What is the best time of year to visit Arequipa?
Arequipa is one of the driest cities in Peru, with over 300 sunny days a year, so it is a good destination almost any time. The dry season, roughly April through November, is the safest bet and the best window for a Colca Canyon trip, with clear skies and the most reliable condor sightings. The short rainy season runs December to March, when afternoon showers are possible but the city stays pleasant.
Is Arequipa safe for tourists?
Arequipa is generally a safe and relaxed city, and the historic center is comfortable to walk by day and busy in the early evening.

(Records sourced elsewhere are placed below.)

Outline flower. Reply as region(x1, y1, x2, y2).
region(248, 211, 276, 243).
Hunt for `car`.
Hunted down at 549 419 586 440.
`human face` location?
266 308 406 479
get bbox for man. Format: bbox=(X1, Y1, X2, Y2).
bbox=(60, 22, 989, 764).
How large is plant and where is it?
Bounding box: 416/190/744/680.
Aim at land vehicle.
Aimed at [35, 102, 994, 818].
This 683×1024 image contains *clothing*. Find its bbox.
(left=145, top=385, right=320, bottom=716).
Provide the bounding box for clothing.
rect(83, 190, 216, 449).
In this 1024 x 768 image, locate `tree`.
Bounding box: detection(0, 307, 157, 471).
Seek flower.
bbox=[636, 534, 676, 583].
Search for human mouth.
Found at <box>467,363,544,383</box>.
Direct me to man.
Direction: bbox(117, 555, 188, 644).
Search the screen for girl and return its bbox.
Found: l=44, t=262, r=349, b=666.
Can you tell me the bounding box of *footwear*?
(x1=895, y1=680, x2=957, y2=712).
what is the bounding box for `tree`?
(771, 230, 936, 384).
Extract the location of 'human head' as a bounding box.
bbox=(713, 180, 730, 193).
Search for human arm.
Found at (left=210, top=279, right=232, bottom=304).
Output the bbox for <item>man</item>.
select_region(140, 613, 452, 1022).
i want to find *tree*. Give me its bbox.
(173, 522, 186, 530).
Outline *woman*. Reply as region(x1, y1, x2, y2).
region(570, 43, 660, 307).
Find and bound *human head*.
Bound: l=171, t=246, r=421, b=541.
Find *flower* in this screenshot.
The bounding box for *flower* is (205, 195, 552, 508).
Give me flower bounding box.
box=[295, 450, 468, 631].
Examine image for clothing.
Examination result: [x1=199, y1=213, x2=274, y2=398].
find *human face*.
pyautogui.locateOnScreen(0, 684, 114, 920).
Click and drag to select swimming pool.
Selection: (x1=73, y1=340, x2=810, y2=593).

The usual Peru precautions apply: watch your belongings in crowds and markets, avoid displaying valuables, use a ride-hailing app instead of unmarked street taxis, and stick to well-lit central areas late at night. Solo and female travelers visit without trouble by following normal city sense.
Is Arequipa an expensive place to visit?
No. Arequipa is affordable by Peru standards and very reasonable for international visitors. A picanteria lunch, the signature Arequipa meal, is inexpensive, museum and monastery tickets are modest, and you can walk most of the historic center for free. The bigger cost is usually a guided Colca Canyon trip. Self-guided audio tours are free to start on Roamer, so you can add expert narration without hiring a private guide.

Ready to experience it?

The White City
Self-guided audio tour

The White City

100 min · 2.5 km · easy

Start free

More from Arequipa

Explore more at your own pace.

Best Self-Guided Walking Tours in Arequipa (2026)
Overview

Best Self-Guided Walking Tours in Arequipa (2026)

3 min
One Day in Arequipa: A Walkable White-City Itinerary (2026)
Overview

One Day in Arequipa: A Walkable White-City Itinerary (2026)

5 min
What to Eat in Arequipa: A Food Guide (2026)
Thematic

What to Eat in Arequipa: A Food Guide (2026)

4 min
Santa Catalina: How a Cloistered Convent Became a City
Companion

Santa Catalina: How a Cloistered Convent Became a City

6 min
Calle Córdoba: The Painted Streets of Santa Catalina
Deep dive

Calle Córdoba: The Painted Streets of Santa Catalina

6 min
La Compañía de Jesús: The Facade That Defines Mestizo Baroque
Deep dive

La Compañía de Jesús: The Facade That Defines Mestizo Baroque

6 min
The White City
Self-guided audio tour

The White City

100 min · 2.5 km · easy

Stops on this walk

  1. 1Plaza de Armas
  2. 2Basilica Cathedral of Arequipa
  3. 3Iglesia de la Compañía de Jesús
  4. 4Claustros de la Compañía

Take it with you

We will send the tour to your inbox, ready for your trip.